What This Study Doesn't Tell Us
This was a rat study, and transgenerational epigenetic effects may differ substantially between rodents and humans. The THC doses and exposure patterns used may not reflect human use. The study examined only one generation of offspring. The specific epigenetic mechanisms (DNA methylation, histone modification) were not fully characterized.
Questions This Raises
- ?Do these transgenerational effects persist into the third generation?
- ?What are the specific epigenetic modifications in the germline?
- ?Would human adolescent cannabis use produce similar effects in offspring?
- ?Are the effects specific to heroin or do they extend to other drugs?
Trust & Context
- Key Stat:
- Offspring of THC-exposed rats worked harder for heroin despite never being exposed to THC
- Evidence Grade:
- This is a preclinical animal study demonstrating a novel transgenerational effect.
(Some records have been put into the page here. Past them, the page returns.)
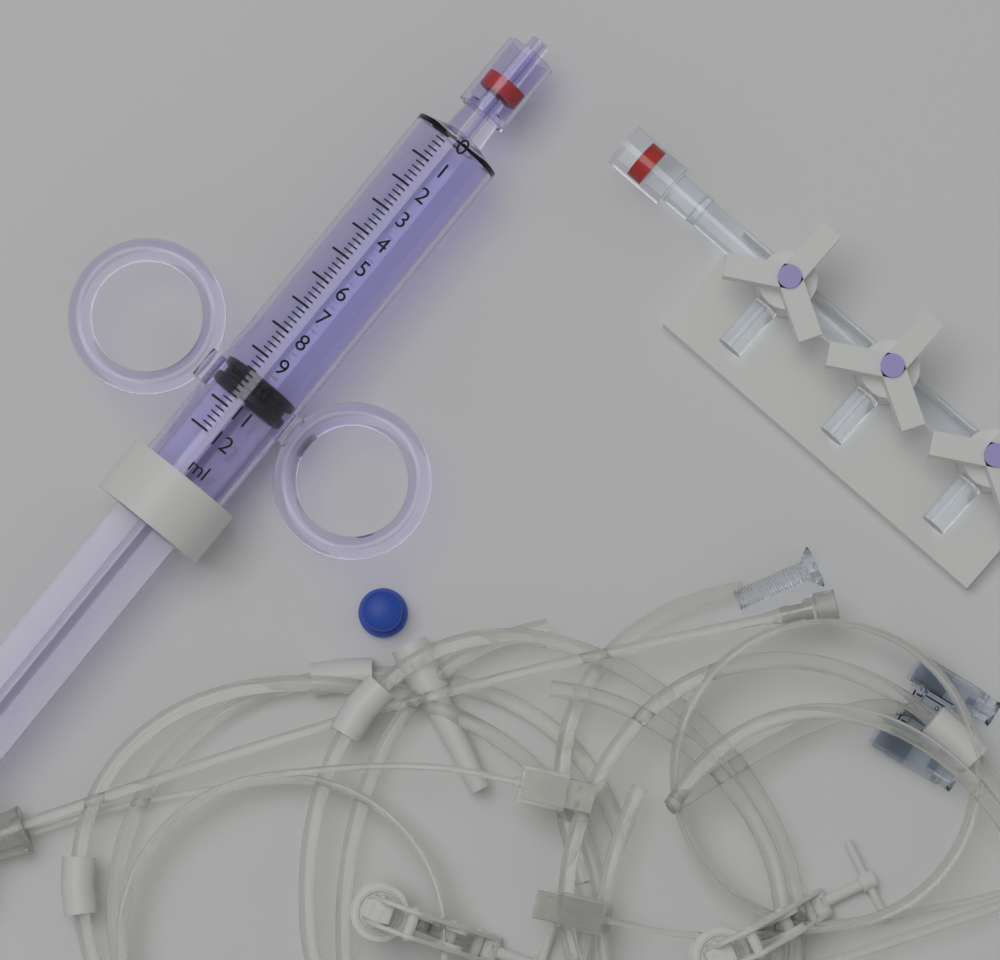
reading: 9.6 ml
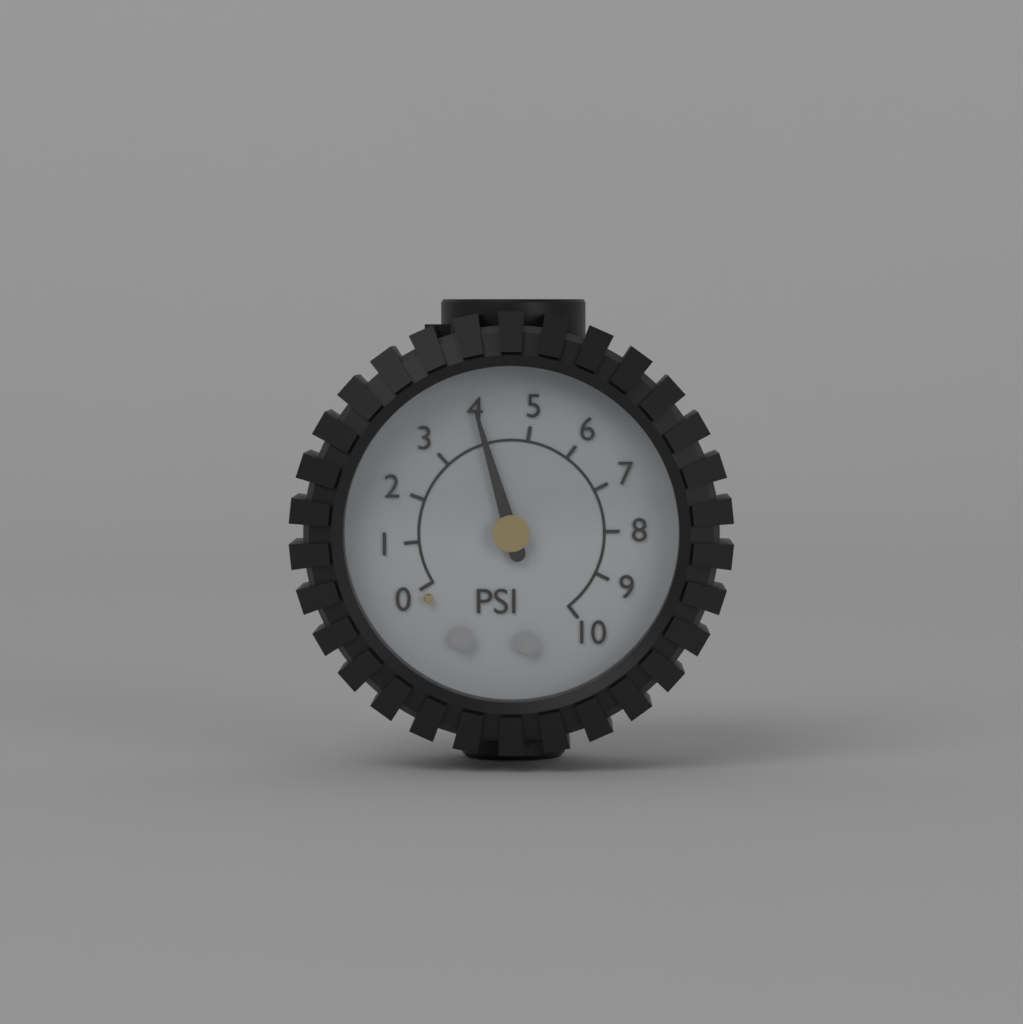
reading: 4 psi
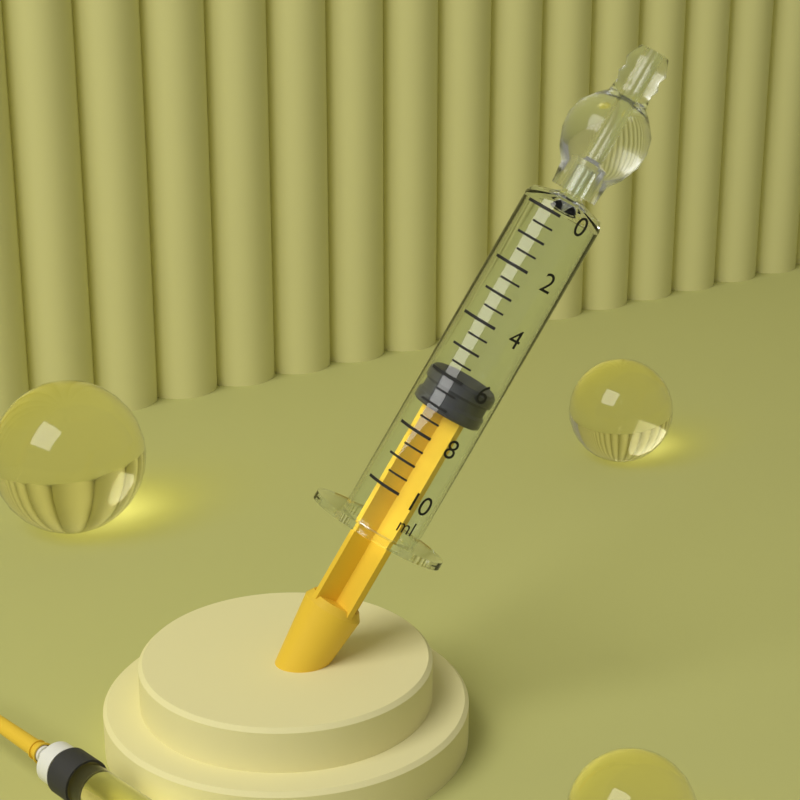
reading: 6.0 ml
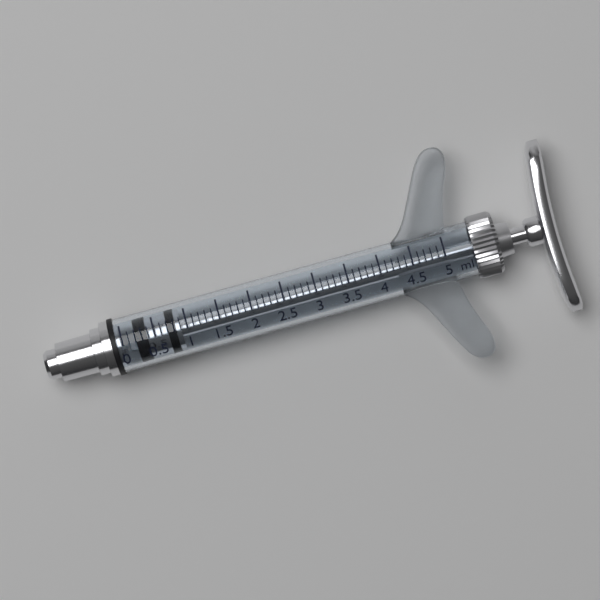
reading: 0.2 ml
While scientifically important, translation to humans remains speculative.
- Study Age:
- Published in 2014. Transgenerational epigenetic effects of cannabis exposure have been further investigated in animal models since.
- Original Title:
- Parental THC exposure leads to compulsive heroin-seeking and altered striatal synaptic plasticity in the subsequent generation.
- Published In:
- Neuropsychopharmacology : official publication of the American College of Neuropsychopharmacology, 39(6), 1315-23 (2014)
- Authors:
- Szutorisz, Henrietta(7), DiNieri, Jennifer A(3), Sweet, Eric, Egervari, Gabor, Michaelides, Michael, Carter, Jenna M, Ren, Yanhua, Miller, Michael L, Blitzer, Robert D, Hurd, Yasmin L
- Database ID:
- RTHC-00876
Evidence Hierarchy
Tests effects in animals (usually mice or rats), not humans.
What do these levels mean? →Frequently Asked Questions
What is transgenerational epigenetic inheritance?
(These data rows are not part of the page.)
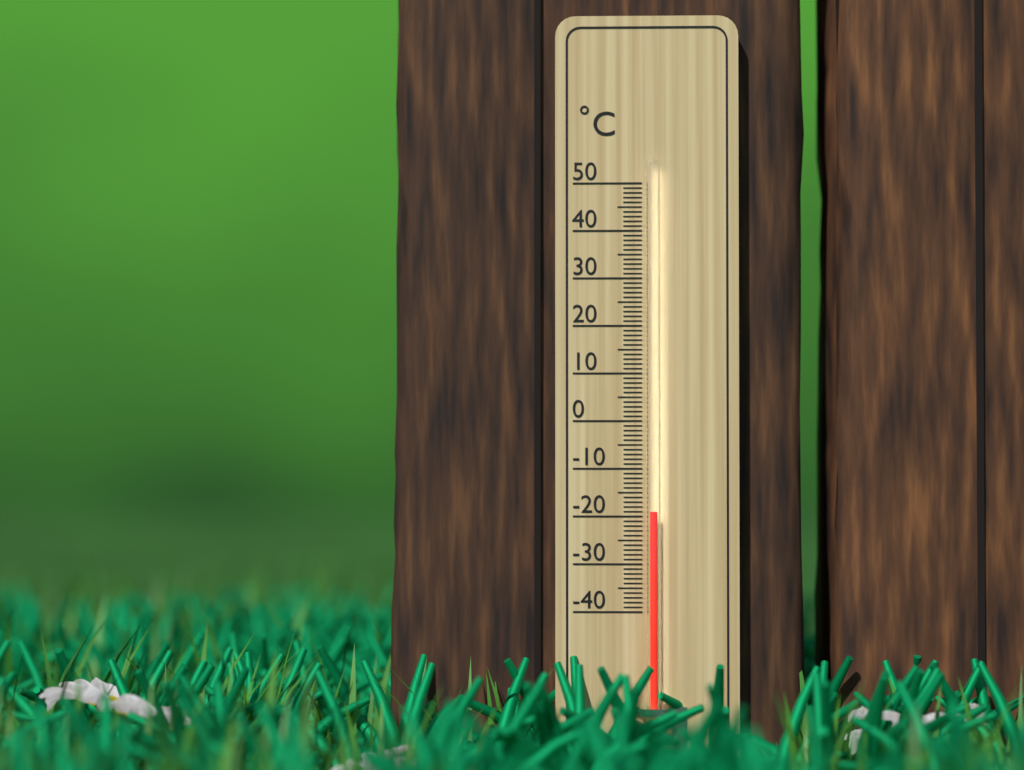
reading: -19 °C
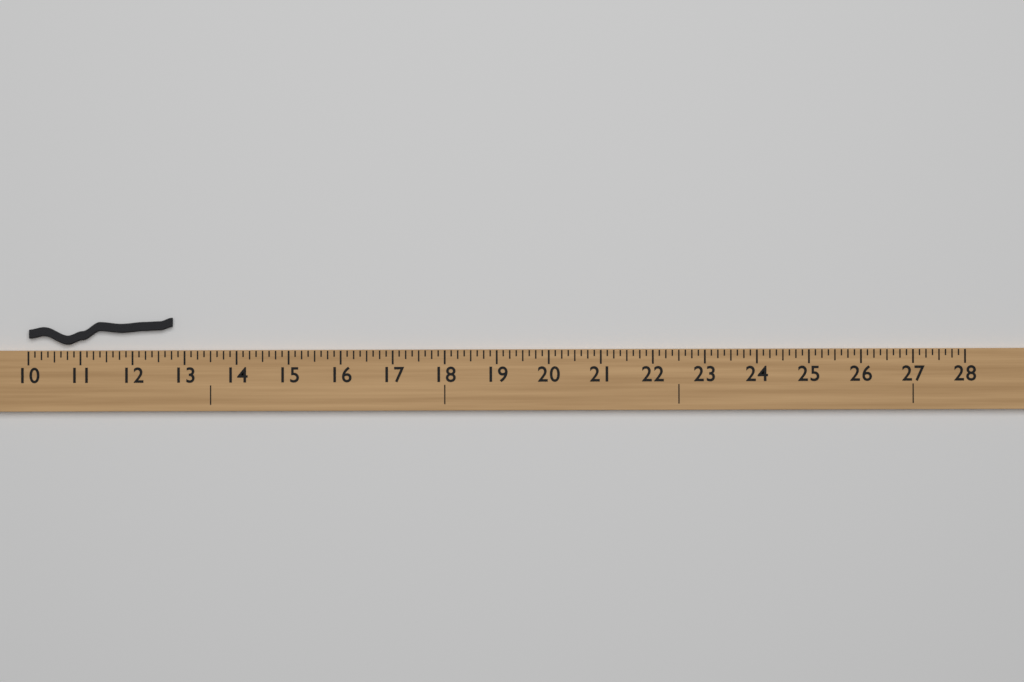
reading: 12.750 (no unit)
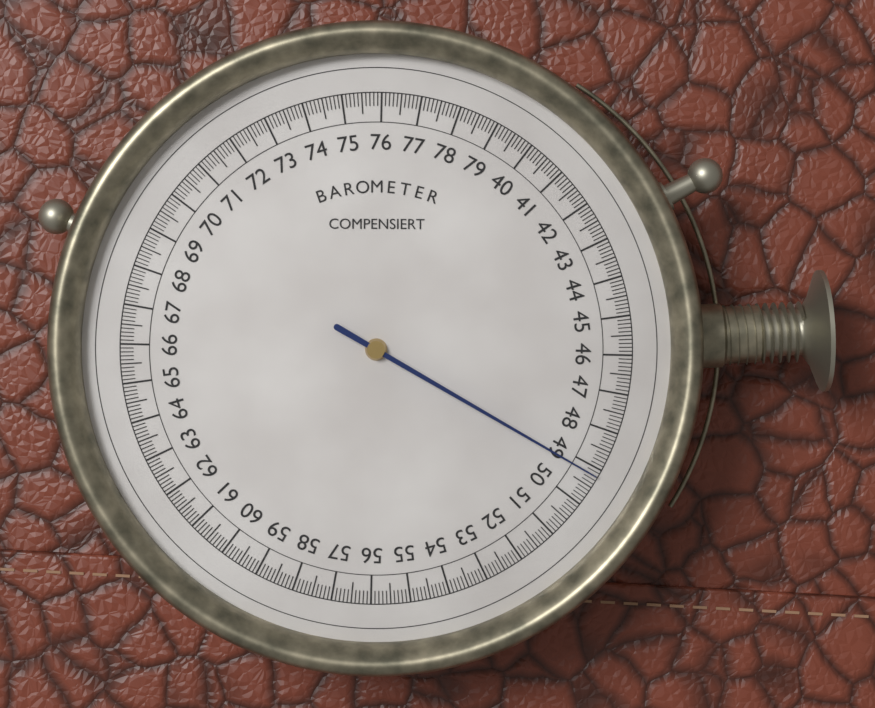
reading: 49.2 (no unit)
It refers to biological changes that are passed from parent to offspring through modifications to DNA packaging (epigenetics) rather than changes to the DNA sequence itself. These modifications can affect which genes are active or inactive in offspring without altering the genetic code.
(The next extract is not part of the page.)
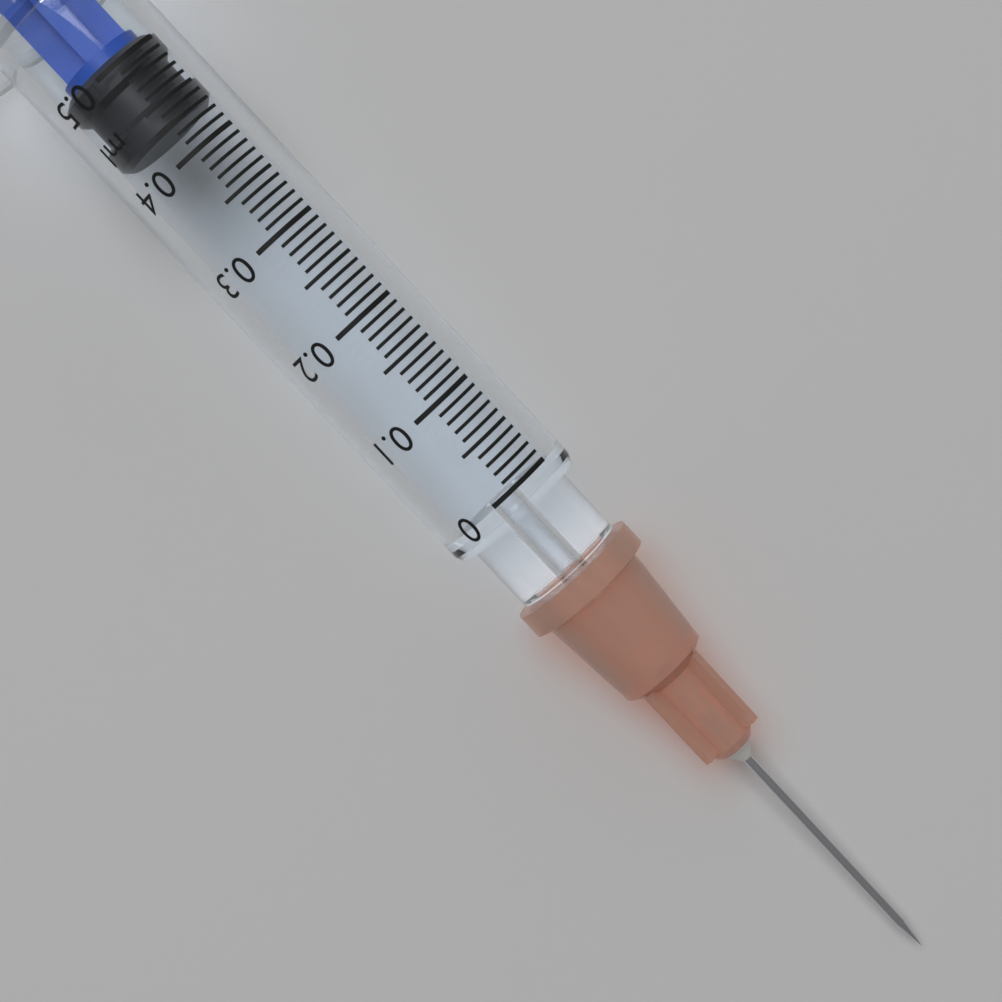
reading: 0.43 ml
Does this mean cannabis use will harm future children?
This study was conducted in rats, and it is not known whether the same transgenerational effects occur in humans. The study raises important questions but should not be directly extrapolated to human outcomes without supporting human evidence.
Read More on RethinkTHC
Cite This Study
https://rethinkthc.com/research/RTHC-00876APA
Szutorisz, Henrietta; DiNieri, Jennifer A; Sweet, Eric; Egervari, Gabor; Michaelides, Michael; Carter, Jenna M; Ren, Yanhua; Miller, Michael L; Blitzer, Robert D; Hurd, Yasmin L. (2014). Parental THC exposure leads to compulsive heroin-seeking and altered striatal synaptic plasticity in the subsequent generation.. Neuropsychopharmacology : official publication of the American College of Neuropsychopharmacology, 39(6), 1315-23. https://doi.org/10.1038/npp.2013.352
MLA
Szutorisz, Henrietta, et al. "Parental THC exposure leads to compulsive heroin-seeking and altered striatal synaptic plasticity in the subsequent generation.." Neuropsychopharmacology : official publication of the American College of Neuropsychopharmacology, 2014. https://doi.org/10.1038/npp.2013.352
RethinkTHC
RethinkTHC Research Database. "Parental THC exposure leads to compulsive heroin-seeking and..." RTHC-00876. Retrieved from https://rethinkthc.com/research/szutorisz-2014-parental-thc-exposure-leads
Access the Original Study
Study data sourced from PubMed, a service of the U.S. National Library of Medicine, National Institutes of Health.
This study breakdown was produced by the RethinkTHC research team. We analyze and report published research findings without making health recommendations. All interpretations are based solely on the published abstract and study data.